Curtis Flowers: 5 Things To Know About The Controversial Case
Curtis Flowers has been tried six times for a quadruple homicide, and his conviction has been reversed four times.
Mug shot of Curtis Flowers [Mississippi Department of Corrections]
Curtis Flowers from Winona, Mississippi, has been tried six times for the shooting deaths of four people at a furniture store in 1996.
In June 2019, the U.S. Supreme Court reversed his conviction for the fourth time. It's been 22 years, and Flowers is still behind bars.
Here are five things to know about this controversial case.
1. Police Centered On Flowers Because He Worked At The Store.
Flowers began working at Tardy Furniture a few months before the murders. He was fired after he failed to properly secure a truck full of batteries, which resulted in the cells being smashed.
At trial, the district attorney suggested Flowers' motive for the quadruple homicide was revenge.

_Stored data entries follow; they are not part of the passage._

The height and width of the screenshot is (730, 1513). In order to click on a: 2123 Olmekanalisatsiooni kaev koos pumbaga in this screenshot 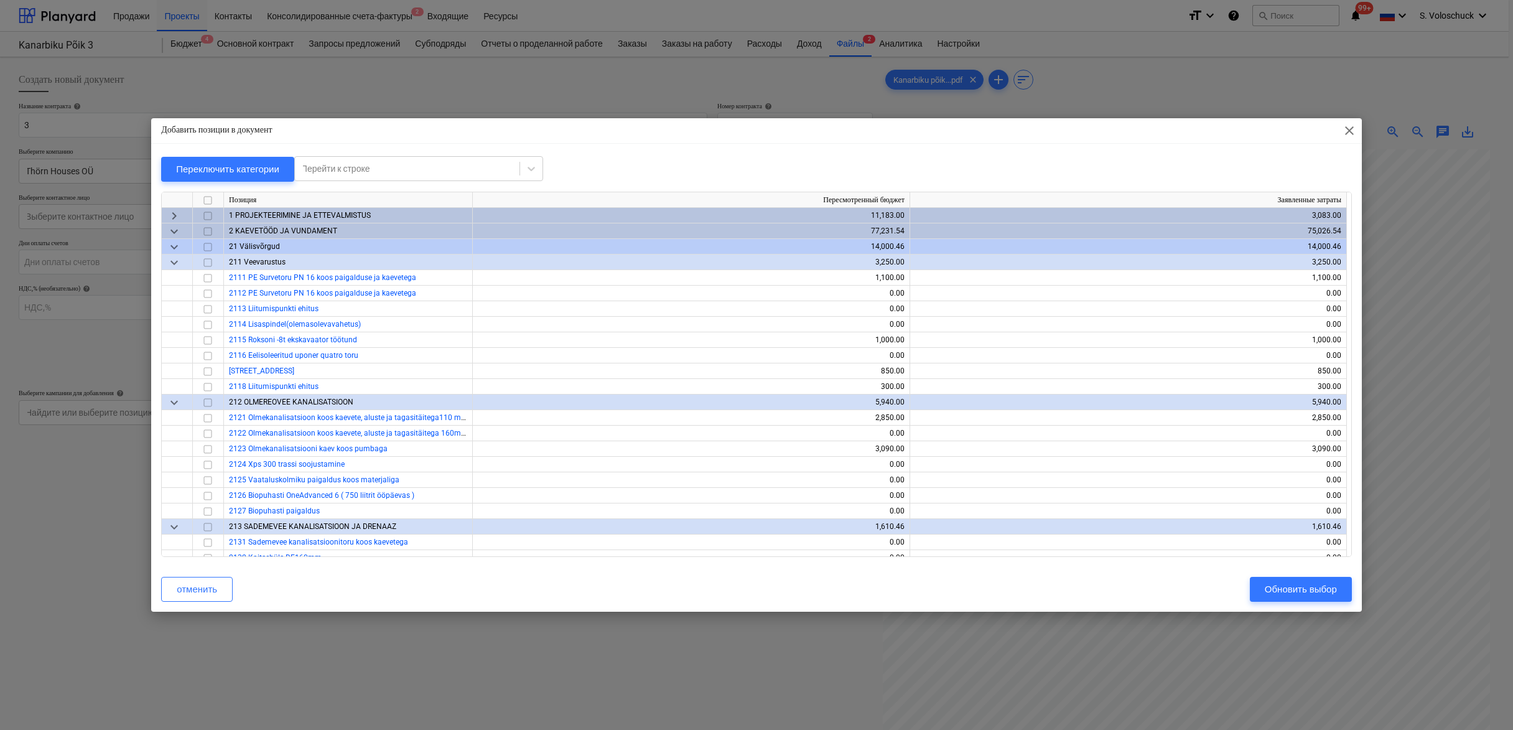, I will do `click(308, 448)`. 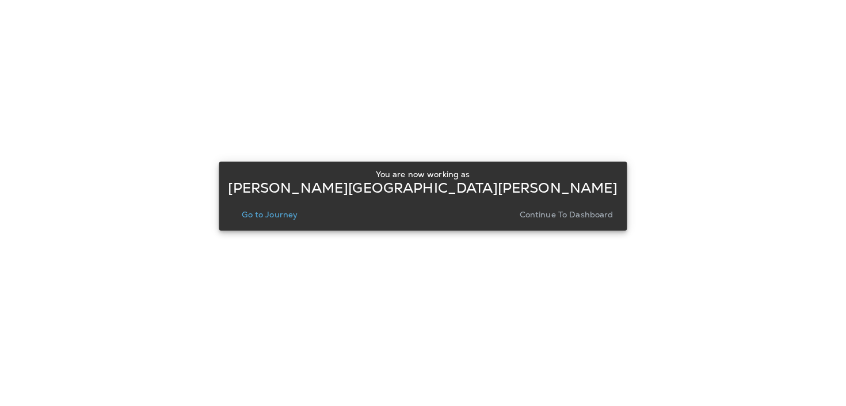 What do you see at coordinates (566, 215) in the screenshot?
I see `button: Continue to Dashboard` at bounding box center [566, 215].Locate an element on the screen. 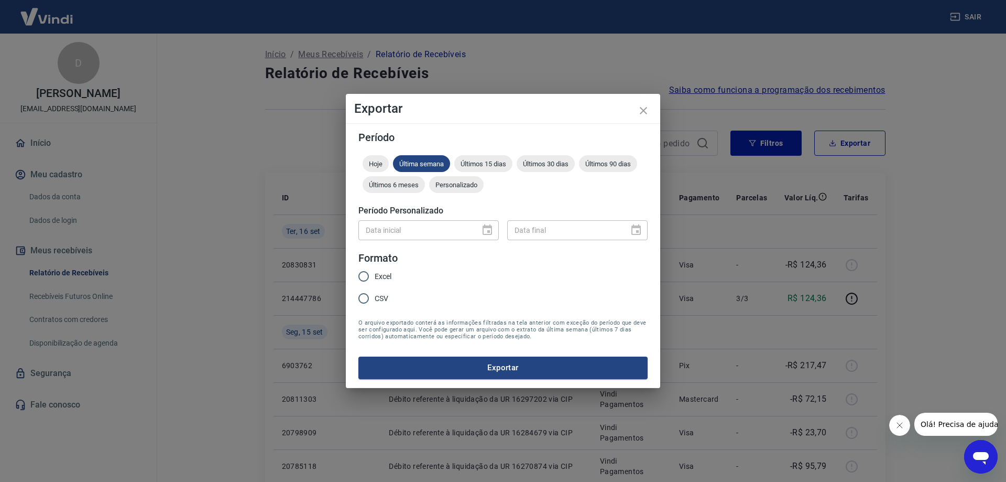 The width and height of the screenshot is (1006, 482). span: Hoje is located at coordinates (376, 164).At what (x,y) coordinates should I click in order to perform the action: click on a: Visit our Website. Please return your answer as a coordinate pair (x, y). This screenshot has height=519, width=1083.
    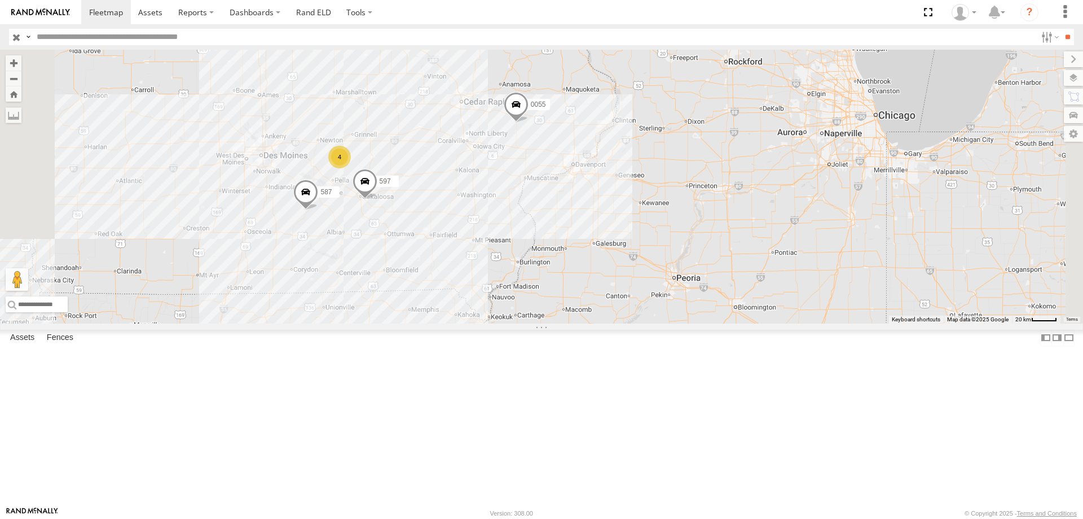
    Looking at the image, I should click on (32, 513).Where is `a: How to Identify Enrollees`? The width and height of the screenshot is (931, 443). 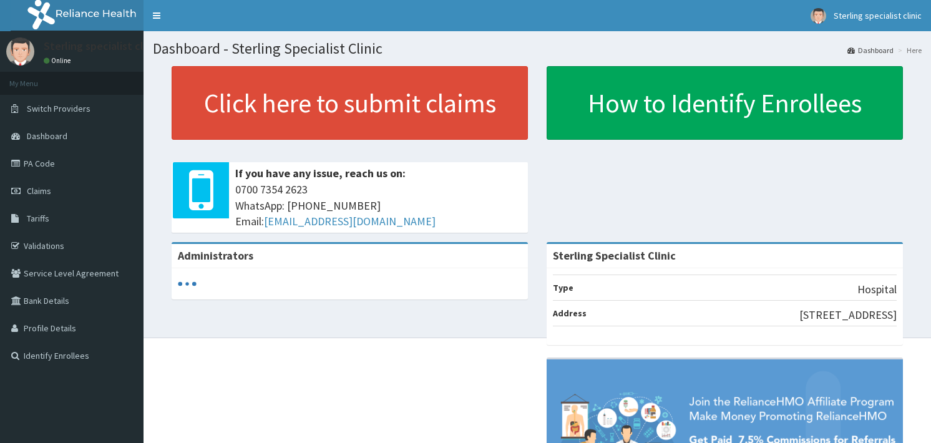 a: How to Identify Enrollees is located at coordinates (724, 103).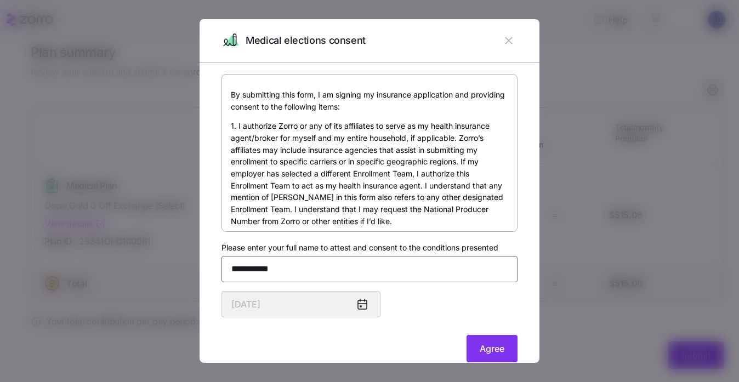 This screenshot has height=382, width=739. I want to click on label: Please enter your full name to attest and consent to the conditions presented, so click(360, 248).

The four victims were the store owner, Bertha Tardy, 59; and three employees, Carmen Rigby, 45; Robert Golden, 42; and Derrick "Bobo" Stewart, 16.
2. Flowers' Convictions Were Overturned By Higher Courts Due To Prosecutorial Misconduct & Racial Discrimination.
Flowers was convicted of the aggravated murder and robbery of the store owner at the first trial in 1997. But the verdict was overturned by the Mississippi Supreme Court.
Two other trials resulted in mistrials. Two other guilty verdicts were overturned when higher courts found evidence of prosecutorial misconduct by Doug Evans, the district attorney for Mississippi's Fifth Circuit Court District, and racial bias in jury selection.
On June 18, 2010, a jury in the sixth trial convicted Flowers and voted to impose the death penalty.
In 2019, the US Supreme Court in Flowers v. Mississippi (2018) reversed the conviction — for the fourth time — after finding that the district attorney had violated Flowers' constitutional rights by intentionally removing African Americans from the jury in 2010 at his sixth trial.
Justice Brett Kavanaugh wrote the 7-2 majority opinion. He wrote the prosecution demonstrated a "relentless, determined effort to rid the jury of black individuals," which "strongly suggests that the State wanted to try Flowers before a jury with as few black jurors as possible, and ideally before a white jury."
3. Flowers, Along With His Father, Is An Accomplished Gospel Singer.
Archie Flowers has said that he and Curtis would sing together when he visited in prison.
Before the slayings, Flowers was the lead singer in Archie's gospel group, which performed at local churches.
4. The Flowers Case Made National Headlines After It Became The Subject Of A True Crime Podcast.
The Flowers case was the subject of a season of the APM Reports podcast "In the Dark."
Reporters spent a year in Mississippi investigating the case and uncovered evidence, including witnesses who recanted, that pointed to Flowers' innocence.
Clemmie Fleming, who testified in all six trials that she saw Flowers running from the Tardy store on the morning of the murders, told APM Reports she will not testify if there is a seventh trial.
In an interview with the "In the Dark" podcast, Fleming said she had told police she could not be sure of the date when she saw Flowers.
"The whole time I've been telling them, I don't remember the day," Fleming said. "I've been confused [about] the day from the beginning. I just didn't know how to say it. I was scared I was going to go to jail."
The second crucial witness was jailhouse informant Odell Hallmon, who testified Flowers told him he was responsible for the slayings.
But Hallmon stated in the podcast he made the statement to Evans to get a lighter sentence for himself. He said, "I helped them. They helped me. That's what it all boiled down to."
5. Even Though Flowers' Sentence Has Been Overturned Multiple Times, Many Of The Prior Jurors & Some Victims' Family Members Believe Flowers Is Guilty.
Randy Stewart, the father of Derrick Stewart, has stated on the "In the Dark" podcast he believes Flowers killed his son and the other three victims. "Curtis Giovanni Flowers murdered those four people," he told the podcast. "There's no doubt in my mind. I don't care how many choirs he sang or nothing. I believe in [a] tooth for a tooth [and] an eye for an eye and I think he needs to fry in hell."
The podcast also interviewed several jurors from Flowers' prior trials who indicated they believed the evidence pointed to Flowers being the person responsible.